There was an enormous collection of paedophile sites on Witréus’s computer, most of them known to her, some of them unknown, some well hidden behind faked headings like ‘Calendar of activities at Gothenburg University’ or ‘Spitfire aeroplanes: a historical outlook’. It could be anything at all, anywhere at all, any time at all. These hidden pages opened on Witréus’s computer, revealing, once again, a parallel universe. Everywhere, she came across address lists of varying types.
Above all, she was confronted by a series of pseudonyms she hadn’t come across before. They were mentioned in various strange presentations and, as a rule, appeared alongside email addresses of a certain type: ‘xxxxxxx@hotmail.com’. From these previously unknown websites, she compiled a list of pseudonyms: ‘crushy_tomboy’, ‘limmeystone’, ‘rippo_man’, ‘sweetfacepowder’, ‘lungan’ and ‘brambo’. From these she went further, searching for IP addresses. It wasn’t easy. These figures hadn’t made the same mistake as John Andreas Witréus. The IP addresses belonged to official institutions from around the world, the pseudonyms to Swedish numbers.
She logged into the central police computer and searched the paedophile unit’s material for those six pseudonyms. Three of them had already been found and arrested. Remaining were: ‘rippo_man’, ‘sweetfacepowder’ and ‘brambo’. In the more extensive material from the international Operation Cathedral, she eventually found both ‘rippo_man’ and ‘sweetfacepowder’. Both had been traced back to Sweden, and they had managed to find the computers from which these pseudonyms were used.
Then things got really complicated.
Following an extremely thorough search of the material, she realised the following: that some policeman had already been to all these home pages. The name ‘rippo_man’ only appeared alongside ‘brambo’.
But now ‘brambo’ was gone.
This ‘brambo’ was nowhere to be found in the files.
Yet the policeman who entered ‘rippo_man’ into the reports must have known about ‘brambo’. Adding ‘rippo_man’ to the report without also adding ‘brambo’ was gross misconduct.
She saw that ‘rippo_man’ had already been arrested for distribution of child pornography and for sexually assaulting children.

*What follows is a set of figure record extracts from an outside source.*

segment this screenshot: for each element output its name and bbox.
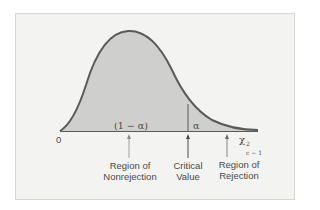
rejection-line1: Region of [214, 159, 264, 170]
nonrejection-arrow [127, 134, 131, 158]
x-axis-symbol: χ2c − 1 [239, 134, 259, 145]
nonrejection-line1: Region of [95, 160, 165, 171]
origin-label: 0 [56, 134, 61, 145]
nonrejection-line2: Nonrejection [95, 171, 165, 182]
chi-symbol: χ [239, 134, 245, 145]
critical-line1: Critical [168, 160, 208, 171]
rejection-area-label: α [193, 120, 199, 131]
nonrejection-region-label: Region of Nonrejection [95, 160, 165, 182]
rejection-arrow [225, 134, 229, 157]
area-under-curve [60, 31, 258, 131]
rejection-line2: Rejection [214, 170, 264, 181]
critical-value-arrow [186, 134, 190, 158]
critical-line2: Value [168, 171, 208, 182]
critical-value-label: Critical Value [168, 160, 208, 182]
rejection-region-label: Region of Rejection [214, 159, 264, 181]
x-subscript: c − 1 [246, 147, 262, 158]
nonrejection-area-label: (1 − α) [114, 120, 148, 131]
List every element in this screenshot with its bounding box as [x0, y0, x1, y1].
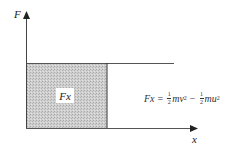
fraction-half: 1 2 [167, 91, 171, 105]
work-energy-equation: Fx = 1 2 mv2 − 1 2 mu2 [144, 91, 220, 105]
y-axis-arrow-icon [23, 11, 30, 19]
area-label: Fx [56, 88, 74, 103]
y-axis-label: F [14, 9, 21, 20]
equation-lhs: Fx [144, 93, 155, 104]
minus-sign: − [190, 93, 196, 104]
fraction-half: 1 2 [200, 91, 204, 105]
equals-sign: = [158, 93, 164, 104]
x-axis-label: x [192, 134, 197, 145]
x-axis-arrow-icon [190, 125, 198, 132]
force-displacement-graph [0, 0, 236, 148]
term-mu: mu [205, 93, 217, 104]
term-mv: mv [172, 93, 184, 104]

He was a twenty-four-year-old medical student from Linköping who had, in April, earned himself a four-year prison sentence in Hall.
But why the hell, why the bloody hell was this pseudonym ‘brambo’ missing from the investigation?
The more she searched, the clearer the pattern became.
The investigating officer had deliberately left ‘brambo’ out of the reports. And the investigating officer was from her own group. From CID’s own division for paedophile cases.
A deep, heartfelt unease coursed through her.
She clicked the up arrow and watched the text fly by. She was heading for the top of the document.
To the investigating officer’s name.
The doorbell rang.
She knew who it was. She had been waiting for him all day. She loved him.
But she couldn’t talk about this. Not right now.
The text scrolled past. The bell kept ringing.
She had to find the name. Now.
Come on, please; come on!
She shouted, desperate: ‘Hang on a sec, I’m coming!’
The bell kept ringing.
The text stopped. She saw the name.
It was as she had thought.
Detective Superintendent Ragnar Hellberg.
She closed the document and ran towards the door.
Jorge Chavez would never forget the hug she gave him when the door finally opened.